“When you hear me say, ‘And now, a moment from our cat box,’ you’ll know what I’m talking about and what’s coming.”

Whoopi Goldberg on The View

Whoopi Goldberg had nothing paw-sitive to say about the Trump administration’s handling of its recent Signal chat scandal while moderating Wednesday’s episode of The View.

The EGOT winner compared the snafu — in which a journalist for The Atlantic was accidentally added to a military group chat that included Defense Secretary Pete Hegseth, National Security Adviser Mike Waltz, and Vice President J.D. Vance — to the way a cat attempts to bury all the evidence of its poop after using a litter box.

“I’m going to start calling this ‘in the cat box,’ ’cause that’s what they’re doing,” Goldberg said of the incident. “They’re doing what cats do. When the cat uses the cat box, the cat [shuffles] like this and tries to cover it up, you know? Covers it all up.”

Whoopi Goldberg and Sara Haines on The View
Whoopi Goldberg and Sara Haines on ‘The View’.ABC

She continued, “So, when you hear me say, ‘And now, a moment from our cat box,’ you’ll know what I’m talking about and what’s coming.”

Earlier this week, The Atlantic editor in chief Jeffrey Goldberg published an article in which he revealed that he’d been accidentally added to a group chat that explicitly detailed the Trump administration’s plan to bomb Houthi targets in Yemen on March 15. This morning, he released the full conversation after the Director of National Intelligence Tulsi Gabbard claimed during a Senate hearing yesterday that “no classified material” was shared in the message group.

The correspondence featured Hegseth going into detail about the forthcoming strikes, including the time they were set to begin and the types of planes soldiers would be operating.

“I’m no military expert,” Goldberg said while the messages were depicted on the screen behind her during the show, “but it kind of does sound a little classified to me.”

She also expressed her shock that no one thought to question the unknown number in the message thread. “You see a funny phone number on a group chat and you don’t say to somebody, ‘Who is this?’ Or you see a name and think, ‘Goldberg? Is that Whoopi?’” she said. “You see that there is a name that shouldn’t be there. I mean, I’m sorry. You can say, ‘No, this isn’t a big deal,’ but this is a big deal! This is a very big deal.”

She called the incident a “mistake,” noting that “anybody else who did this would be gone. They would be gone!”

Goldberg’s cohost Sara Haines added that she was “concerned” by the current administration’s definition of “classified” if the information in the group chat wasn’t considered sensitive material. “If this sort of information is not classified, or handled carefully, maybe we should be talking about that,” she said. “Their excuse doesn’t even get them off the hook.”

The View star and former federal prosecutor Sunny Hostin noted that she thought Gabbard and Waltz, who testified in front of the Senate committee “under oath” yesterday, may have “perjured” themselves in the process.

“You think?” Joy Behar responded sarcastically, to which Hostin simply replied, “There are consequences to perjury.”

Republican panelist Alyssa Farah Griffin added that she was “really disappointed” by right-wing media coverage in the aftermath of the blunder. “People who I know know better and who care about the safety of our troops [are] dismissing this as like, ‘Oh, it was just a text thread. We all make mistakes!’” she said. “This was clear as day.”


Your objective: From the records below, output exactly the lines running from the line containing "You are a GUI" through the line containing "The width and height of the screenshot is (965, 513).", and no others.

Stored data entries:

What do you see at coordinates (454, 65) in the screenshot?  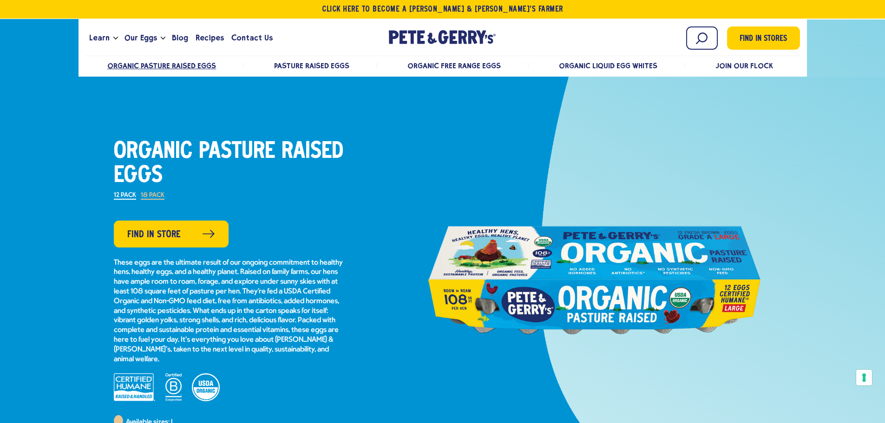 I see `a: Organic Free Range Eggs` at bounding box center [454, 65].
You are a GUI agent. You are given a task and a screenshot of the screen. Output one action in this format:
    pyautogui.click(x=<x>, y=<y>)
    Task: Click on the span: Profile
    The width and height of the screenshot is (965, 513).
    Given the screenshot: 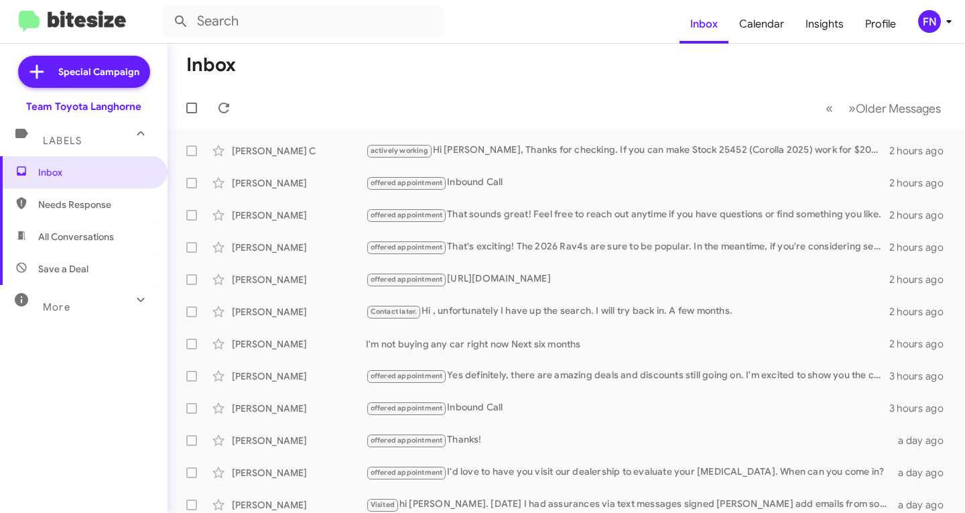 What is the action you would take?
    pyautogui.click(x=880, y=24)
    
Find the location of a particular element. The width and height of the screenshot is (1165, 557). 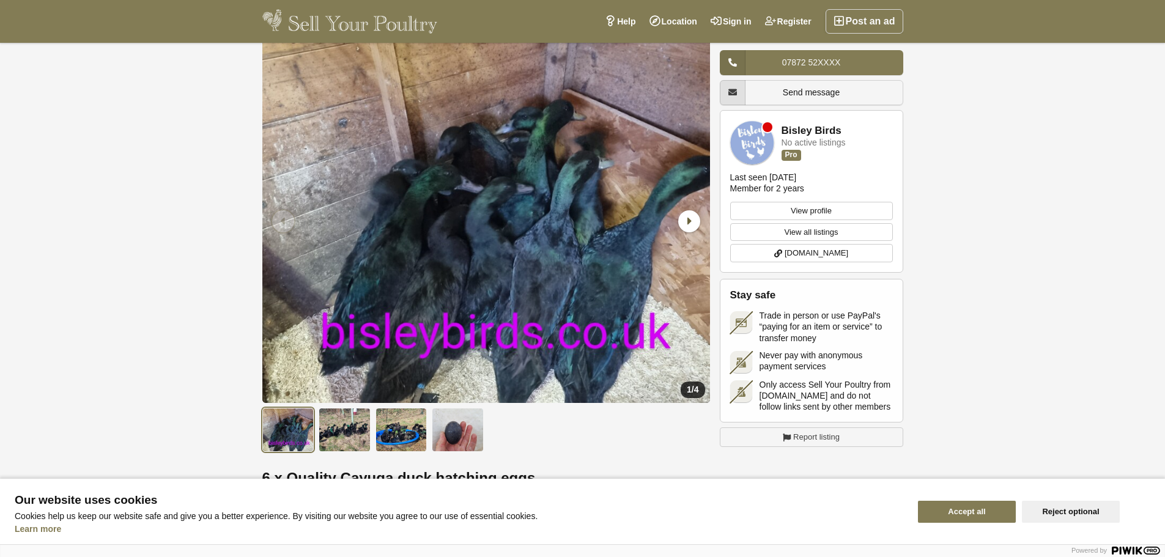

span: Our website uses cookies is located at coordinates (459, 500).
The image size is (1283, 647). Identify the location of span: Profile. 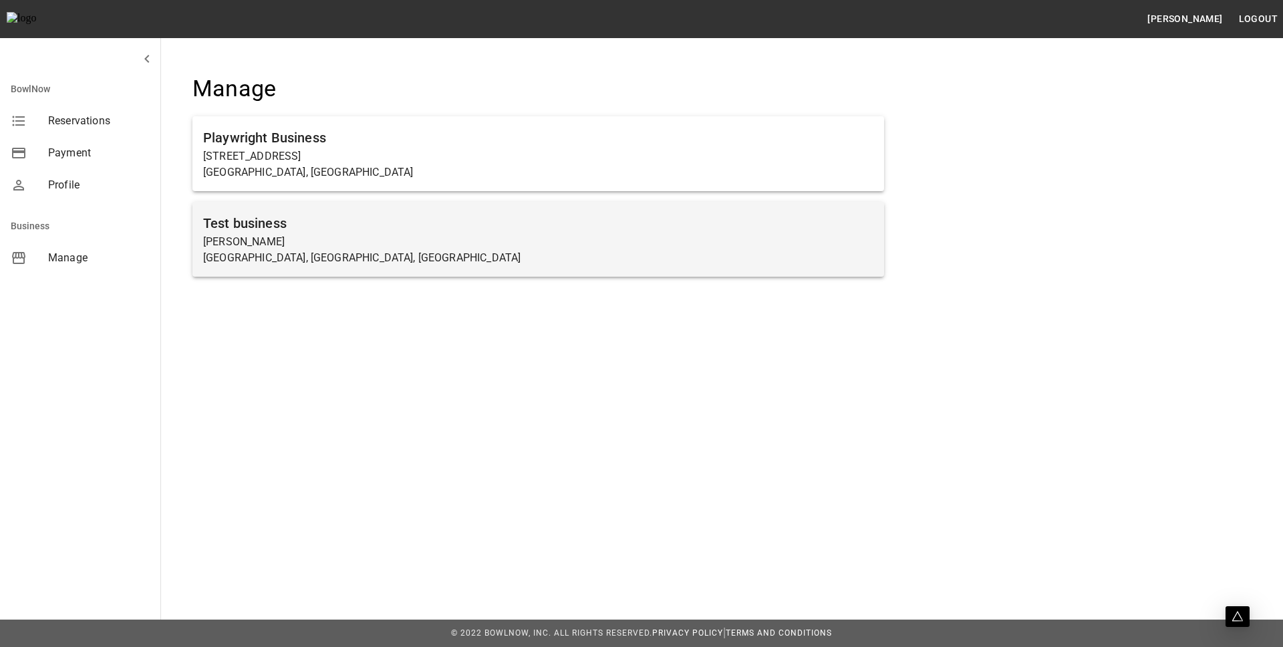
(99, 185).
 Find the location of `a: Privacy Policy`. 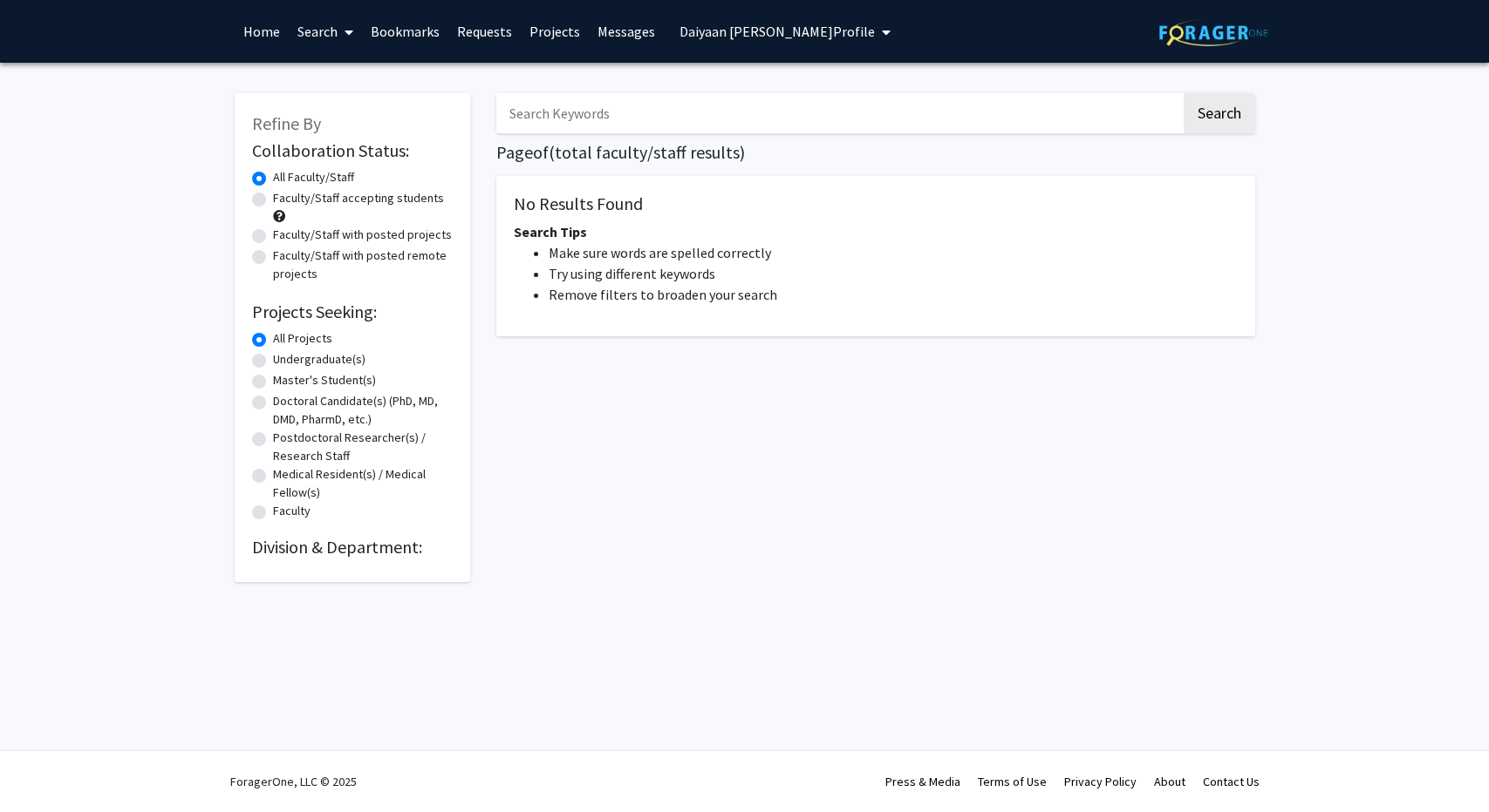

a: Privacy Policy is located at coordinates (1100, 781).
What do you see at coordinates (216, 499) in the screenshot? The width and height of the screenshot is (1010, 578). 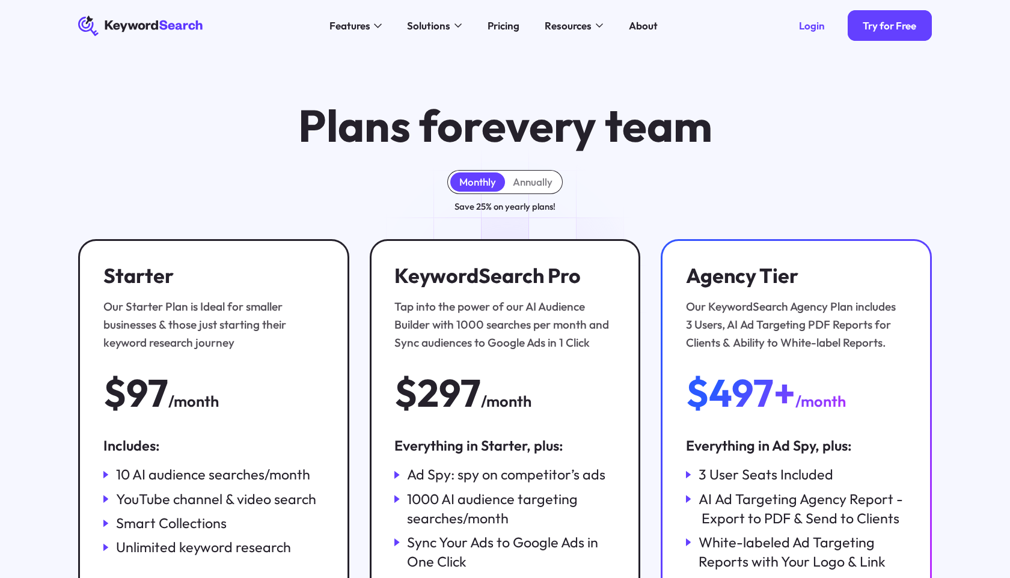 I see `div: YouTube channel & video search` at bounding box center [216, 499].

Solution to the exercise:
You are a GUI agent. You are given a task and a screenshot of the screen. Output one action in this format:
    pyautogui.click(x=<x>, y=<y>)
    Task: Click on the span: Profile
    The width and height of the screenshot is (965, 513).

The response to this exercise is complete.